His distinctive approach, which won him the excellence in cinematography award at Sundance in 2011 (for Ms. Rees’s “Pariah,” a coming-of-age story about a black lesbian in Brooklyn), is the product of learned restraint. He favors raw light and has a penchant for shooting into it, but said he ultimately focuses on getting out of the way.
“That’s how you get something way more authentic, way more cerebral, way more visceral,” he said. “Just be a custodian of the moment. Step back. Watch.”
In “Restless City,” also distributed by Affrm, Djibril (Sy Alassane), a 21-year-old Senegalese immigrant living in Harlem, grapples with self-identification and the odd, devastating loneliness of his new life in New York. For the film, which was directed by the Nigerian-born photographer Andrew Dosunmu, Mr. Young often positioned his camera behind grimy, scratched windows, providing a point of tension between the meticulously costumed characters and the imperfect world they inhabit.
“The spaces of the African immigrant world in New York, they exist through all these layers of plastic and plexiglass; you can walk up and down 115th Street and there are so many establishments where you have to go through curtains, you have to go through all these things to get in,” he explained. “I know that world by peeking through the window: an African-American peeking through the window at Africans of another sort of diaspora.”
Nevertheless, the tension he establishes can feel universal.

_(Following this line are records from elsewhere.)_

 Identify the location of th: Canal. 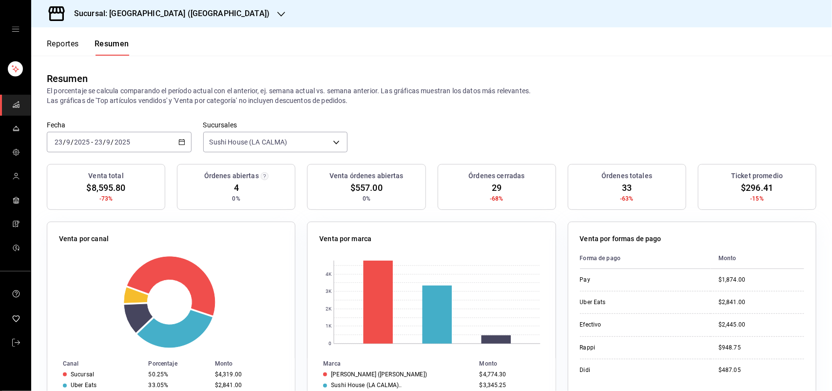
(96, 363).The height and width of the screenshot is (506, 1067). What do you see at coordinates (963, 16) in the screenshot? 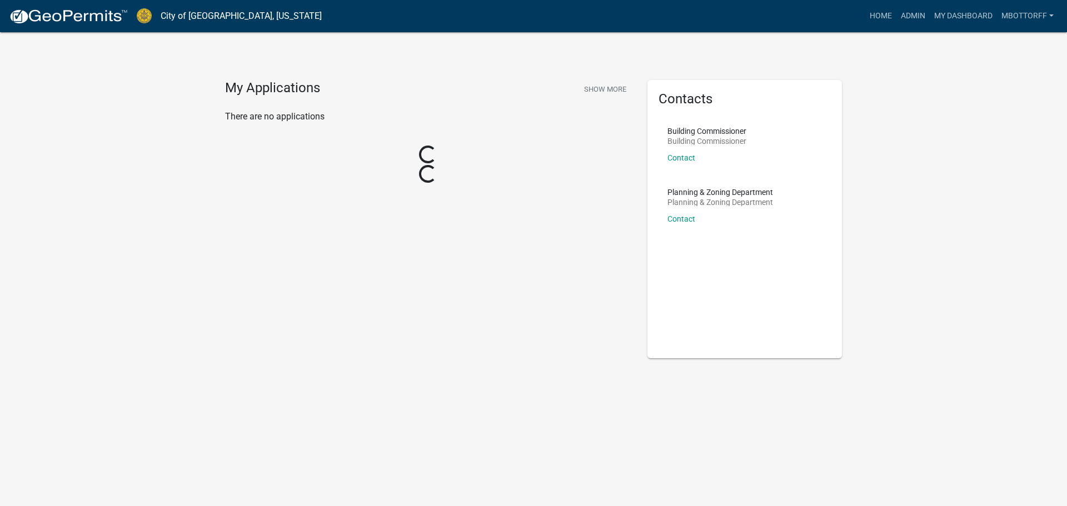
I see `a: My Dashboard` at bounding box center [963, 16].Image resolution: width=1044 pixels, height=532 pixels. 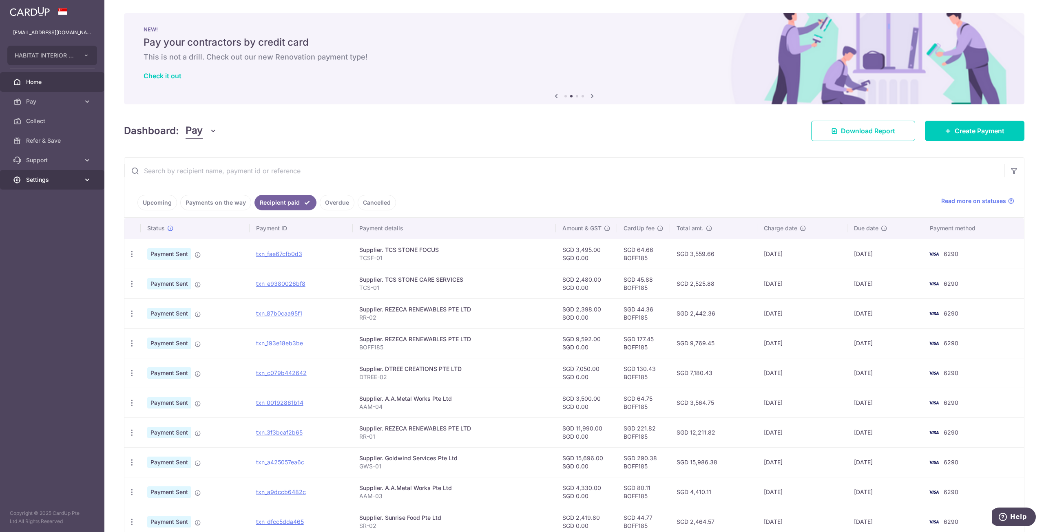 What do you see at coordinates (454, 467) in the screenshot?
I see `p: GWS-01` at bounding box center [454, 467]. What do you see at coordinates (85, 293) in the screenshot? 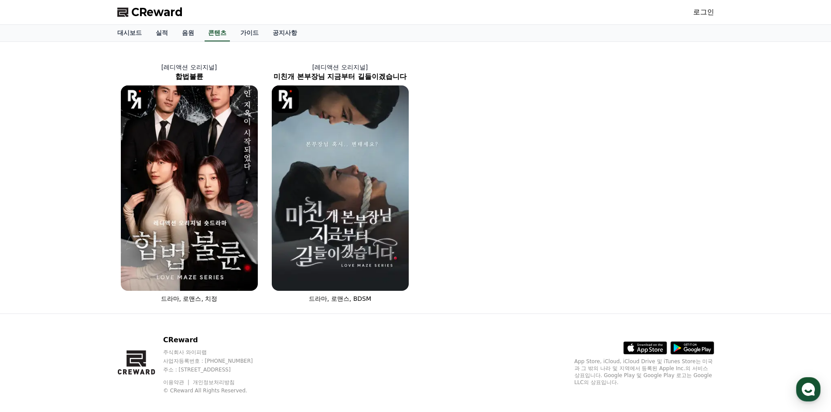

“I’m drawn to these films because those are worlds that I know a lot about,” he said. “I feel comfortable in those spaces because I consider myself a marginalized person. I feel like it’s my duty to be a part of those stories. It doesn’t have to be about something abject, it can be about something enlightened, but I want my work to be focused on that bit of metadata — that life is beautiful, but it’s a struggle.”
Mr. Young has gathered considerable accolades from the indie community (as well as beyond it), but he continues to tussle personally with the insularity of the scene. “How independent are we?” he asked. “It’s not just about being free from Hollywood, but are you freeing your mind? Are you freeing your story?”
He is still working on realizing that freedom. Although he’s completed eight features and he’s reading new scripts and working on his first solo art installation, which he said will combine sculptural and motion picture elements, he’s hesitant to define his aesthetic.
“I feel like I’m still in a great discovery process, trying to figure out what it is, ultimately, that I want to say with the camera,” he said. “I’m exploring. I’m looking forward to the day where I can communicate: ‘This is what the intention was. This is what I do.’ It’s been a really fulfilling couple years, but it’s only been a couple years.”